The theme of the Roll for Destiny exhibition was how tabletop role-playing games could explore or interact with Jewish identity, and it was to my disappointment that this Pardes game failed on two accounts. It was not, by any stretch of the imagination, a “role-playing” game. Our stories were told from our own perspectives, with room given for interpretation and exploration, but little of that imaginative improvisation or creative embellishment which is what draws me to proper TTRPGs (tabletop role-playing games).
It also had little interaction with Jewish identity, except incidentally. While the theming of the cards and title was Jewish-related, the mechanics did little to press the angle, instead dropping off as little more than a bog-standard icebreaker storytelling game. As a whole, it was certainly interesting and enjoyable, passionately designed in a way that shown through in the creativity at play, but not at all what I was expecting going in.
In Jewish mysticism, pardes, meaning “orchard,” is often treated as an acronym: pshat, remez, drash, and sod. Each of the four decks that we drew questions from was labeled with one of these four concepts. Pshat, meaning “the straightforward reading of a text,” asked us simple questions about the world around us at the time of the story.
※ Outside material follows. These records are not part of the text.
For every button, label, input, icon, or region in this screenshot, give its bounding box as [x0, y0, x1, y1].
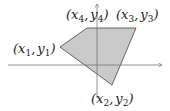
quadrilateral [60, 28, 136, 85]
vertex-label-1: (x1,y1) [13, 41, 55, 58]
diagram-canvas: (x1,y1) (x4,y4) (x3,y3) (x2,y2) [0, 0, 170, 111]
vertex-label-4: (x4,y4) [66, 7, 108, 24]
vertex-label-3: (x3,y3) [116, 7, 158, 24]
vertex-label-2: (x2,y2) [91, 91, 133, 108]
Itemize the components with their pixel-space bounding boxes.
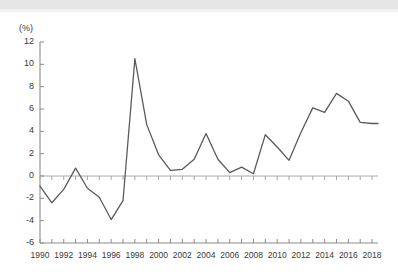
screenshot-page: (%) 121086420-2-4-6 19901992199419961998…	[0, 0, 398, 279]
y-axis-tick-label: 4	[12, 125, 34, 135]
y-axis-tick-label: 10	[12, 58, 34, 68]
x-axis-tick-label: 2018	[357, 250, 387, 260]
y-axis-tick-label: -2	[12, 192, 34, 202]
y-axis-tick-label: -4	[12, 215, 34, 225]
line-chart-figure: (%) 121086420-2-4-6 19901992199419961998…	[0, 0, 398, 279]
y-axis-tick-label: 8	[12, 81, 34, 91]
y-axis-unit-label: (%)	[19, 23, 33, 33]
chart-canvas	[0, 0, 398, 279]
y-axis-tick-label: 0	[12, 170, 34, 180]
y-axis-tick-label: 6	[12, 103, 34, 113]
y-axis-tick-label: 12	[12, 36, 34, 46]
y-axis-tick-label: 2	[12, 148, 34, 158]
chart-tick-marks	[40, 42, 372, 243]
chart-axes	[40, 42, 378, 243]
y-axis-tick-label: -6	[12, 237, 34, 247]
chart-data-line	[40, 59, 378, 220]
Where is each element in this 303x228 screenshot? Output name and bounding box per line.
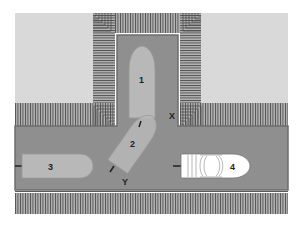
- point-y-label: Y: [122, 177, 128, 187]
- boat-3-label: 3: [48, 162, 53, 172]
- land-top-right: [201, 13, 288, 103]
- boat-1-label: 1: [139, 75, 144, 85]
- docking-diagram: 1 2 3 4 X Y: [0, 0, 303, 228]
- boat-4: 4: [173, 154, 250, 178]
- boat-2-label: 2: [130, 139, 135, 149]
- land-top-left: [15, 13, 93, 103]
- channel-dock-lower: [15, 193, 288, 214]
- point-x-label: X: [169, 111, 175, 121]
- boat-1: 1: [129, 46, 155, 118]
- boat-4-label: 4: [230, 162, 235, 172]
- boat-3: 3: [15, 154, 93, 178]
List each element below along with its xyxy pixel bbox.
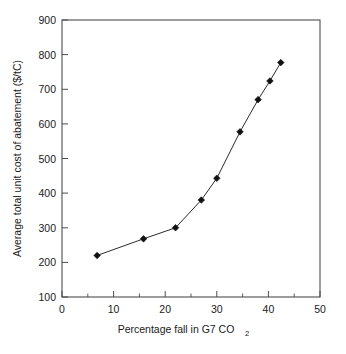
- y-tick-labels: 900 800 700 600 500 400 300 200 100: [38, 14, 56, 303]
- series-markers: [94, 59, 284, 258]
- data-point-marker: [237, 129, 244, 136]
- y-tick-marks: [62, 20, 68, 297]
- data-point-marker: [214, 175, 221, 182]
- x-tick-label: 20: [159, 303, 171, 315]
- y-tick-label: 800: [38, 49, 56, 61]
- data-point-marker: [255, 96, 262, 103]
- chart-figure: 900 800 700 600 500 400 300 200 100 0 10…: [0, 0, 346, 354]
- x-axis-title-subscript: 2: [245, 329, 249, 338]
- y-tick-label: 700: [38, 83, 56, 95]
- y-tick-label: 600: [38, 118, 56, 130]
- x-tick-label: 40: [263, 303, 275, 315]
- y-tick-label: 500: [38, 153, 56, 165]
- data-point-marker: [140, 236, 147, 243]
- y-tick-label: 400: [38, 187, 56, 199]
- data-point-marker: [267, 78, 274, 85]
- x-axis-title-text: Percentage fall in G7 CO: [118, 323, 235, 335]
- y-axis-title: Average total unit cost of abatement ($/…: [11, 60, 23, 257]
- data-point-marker: [277, 59, 284, 66]
- y-tick-label: 900: [38, 14, 56, 26]
- x-tick-label: 10: [108, 303, 120, 315]
- x-tick-label: 30: [211, 303, 223, 315]
- x-tick-labels: 0 10 20 30 40 50: [59, 303, 326, 315]
- y-tick-label: 100: [38, 291, 56, 303]
- line-chart: 900 800 700 600 500 400 300 200 100 0 10…: [0, 0, 346, 354]
- data-series: [94, 59, 284, 258]
- x-tick-label: 0: [59, 303, 65, 315]
- data-point-marker: [94, 252, 101, 259]
- x-tick-label: 50: [314, 303, 326, 315]
- y-tick-label: 300: [38, 222, 56, 234]
- x-axis-title: Percentage fall in G7 CO 2: [118, 323, 250, 338]
- y-tick-label: 200: [38, 256, 56, 268]
- series-line: [97, 63, 281, 256]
“What color was the sky?” One asked. “What did you see?” “What did you hear?” “Describe an element of the story in detail.”
The second deck, remez (“hint”), encouraged us to dive slightly deeper. “Describe the weather.” “Ask another player to tell your story.”
The third deck was drash (“seek”). These questions asked us more personal questions. “What does this story reveal about you?” “What does this story reveal about the world?”
Finally, we reached the core of the game, what we had been building up to: sod (“secret”). We each chose one last card, answered the question on it, and placed it in the center of the board. “What was the moral of your story?” “How does your story connect to someone else’s?” “Why is this story important?”
This was intended to be the emotional climax of the game, the resolution to all previous questions, granting us a final outcome of our venture into the pardes.
The game felt unpolished in places. Our Game Master admitted that he often ran with variant rules, switching elements of the game around in an attempt to maximize its potential with any given playgroup. For our group, he said, he went with a lighter form of the rules. Apparently, the full game has a stronger resolution and ending, which we did not get to experience.
The Jewish experience is one of stories, starting with the Bible, running on through centuries of history, told and retold at every holiday; stories of persecution, victories, desperation, and clinging survival.
On Passover, we spend hours telling the story of how we left Egypt, role-playing our exultation for the children. On Holocaust Remembrance Day, we listen to survivors tell stories of their time in the concentration camps. Pardes taps into that mentality, on a surface level, and tries to tie it to something deeper; but it ultimately remains a gossamer experience, insubstantial and fleeting.